Raw data ▸
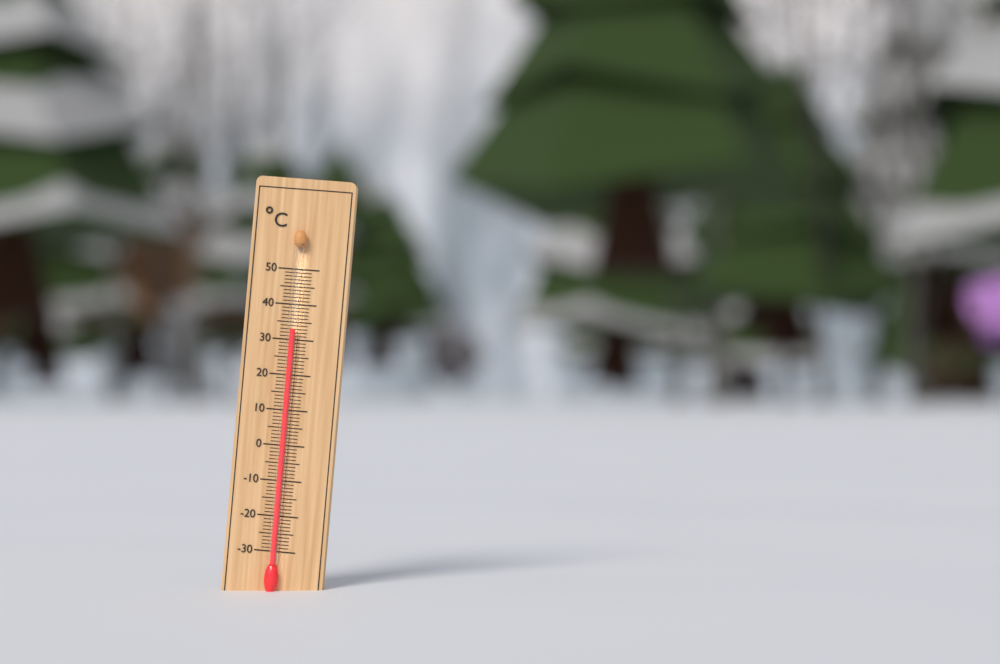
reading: 33 °C
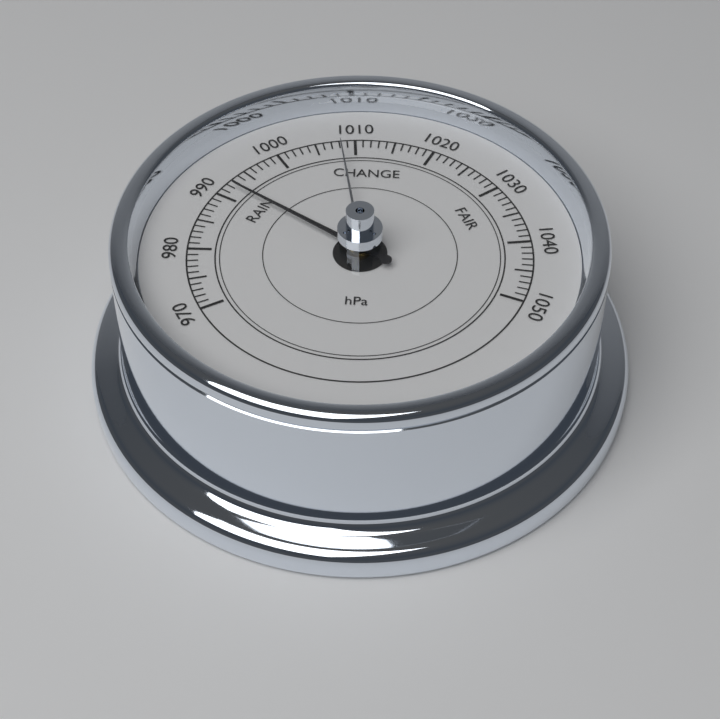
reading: 992 hPa
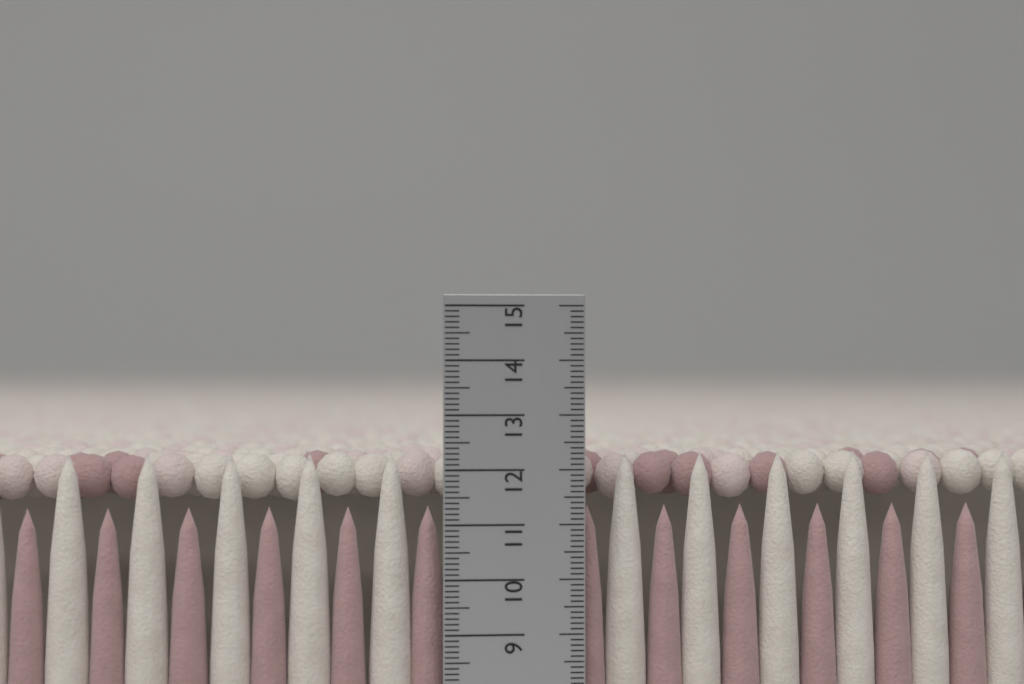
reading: 12.3 cm
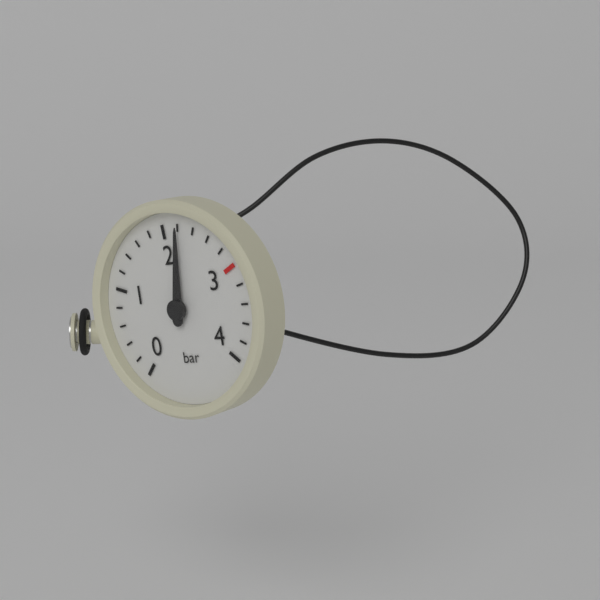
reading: 2.2 bar
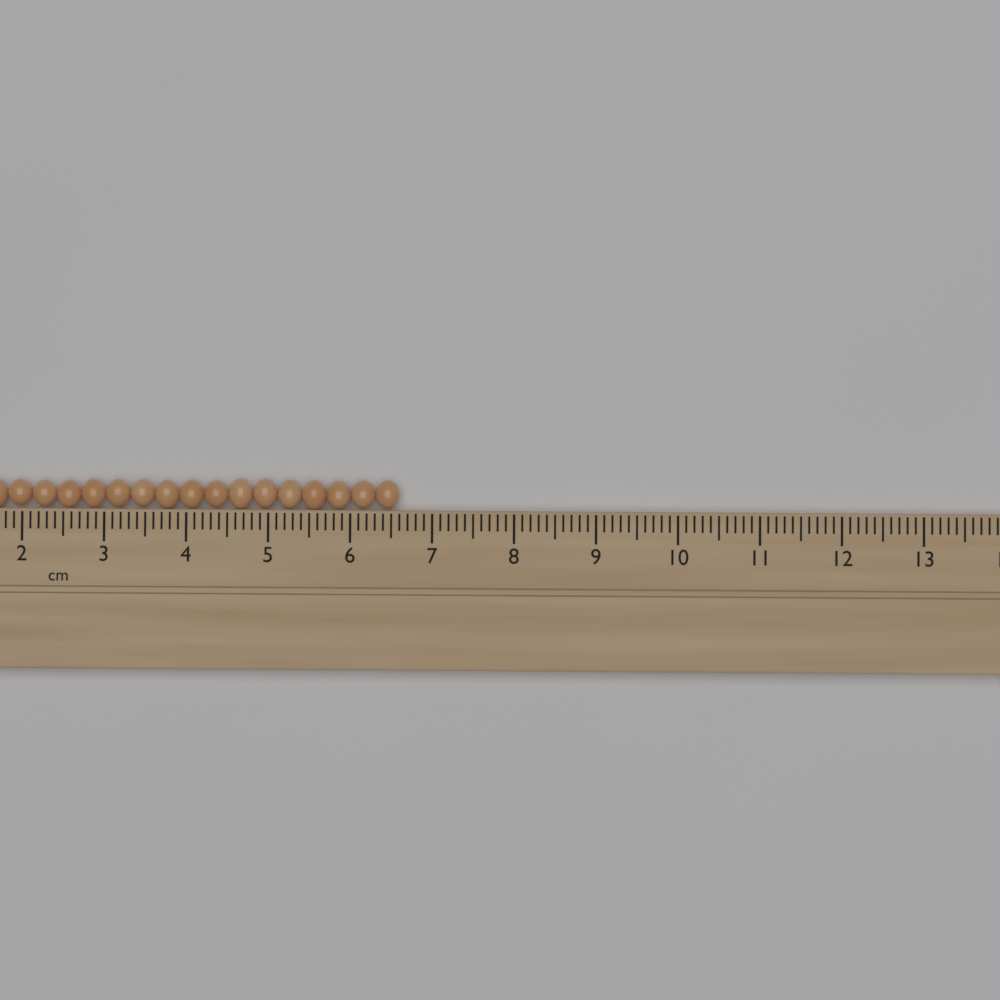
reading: 6.6 cm
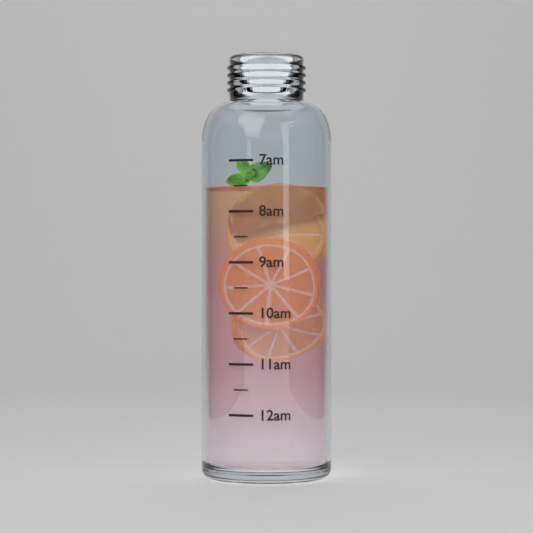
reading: 7.5 am
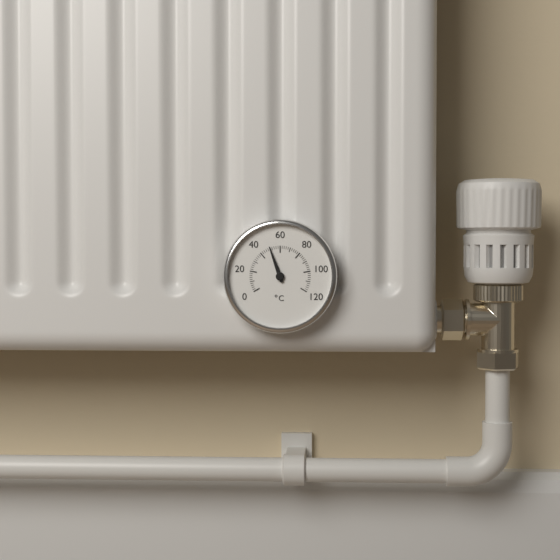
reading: 50 °C
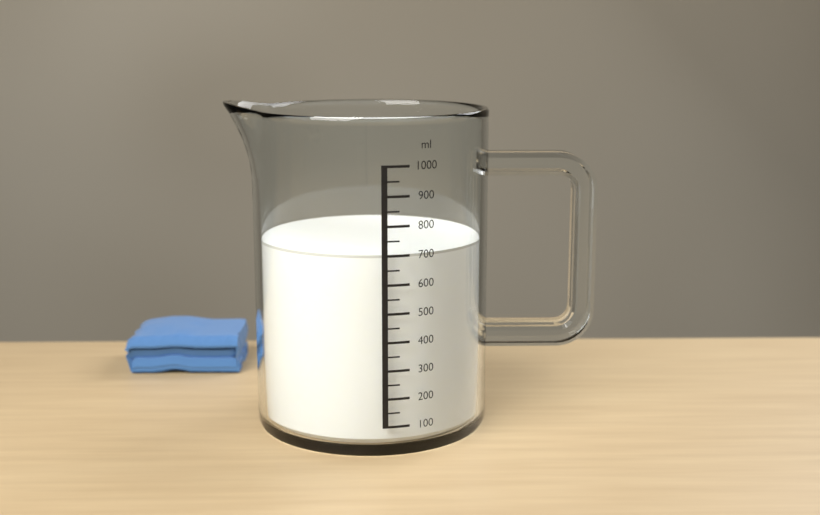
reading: 700 ml
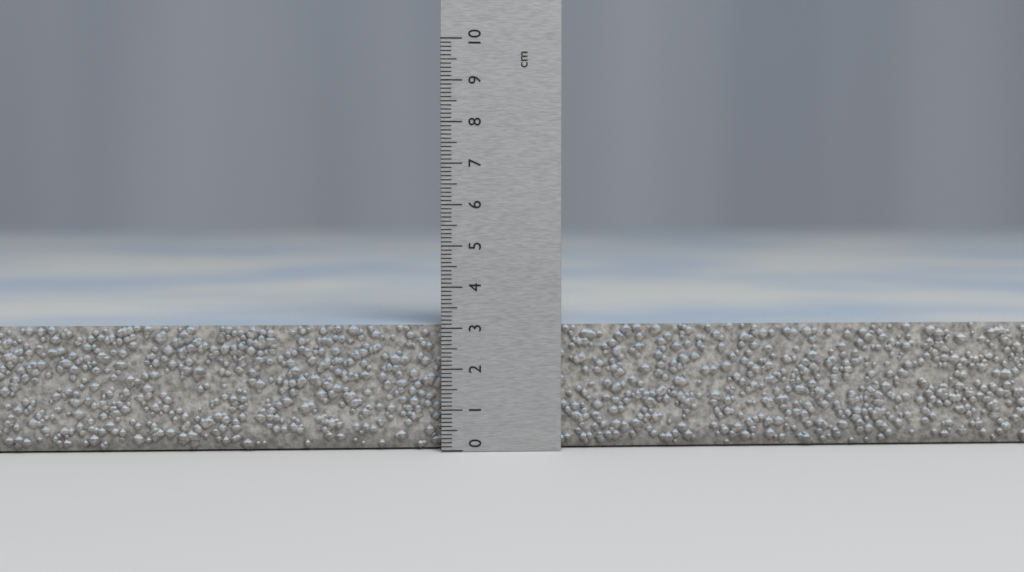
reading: 3.1 cm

Exercise brief ▸ Where an entry includes a picture, drop it, and print the rest of the material word for word.

Answer section ▸
reading: 33 °C
reading: 992 hPa
reading: 12.3 cm
reading: 2.2 bar
reading: 6.6 cm
reading: 7.5 am
reading: 50 °C
reading: 700 ml
reading: 3.1 cm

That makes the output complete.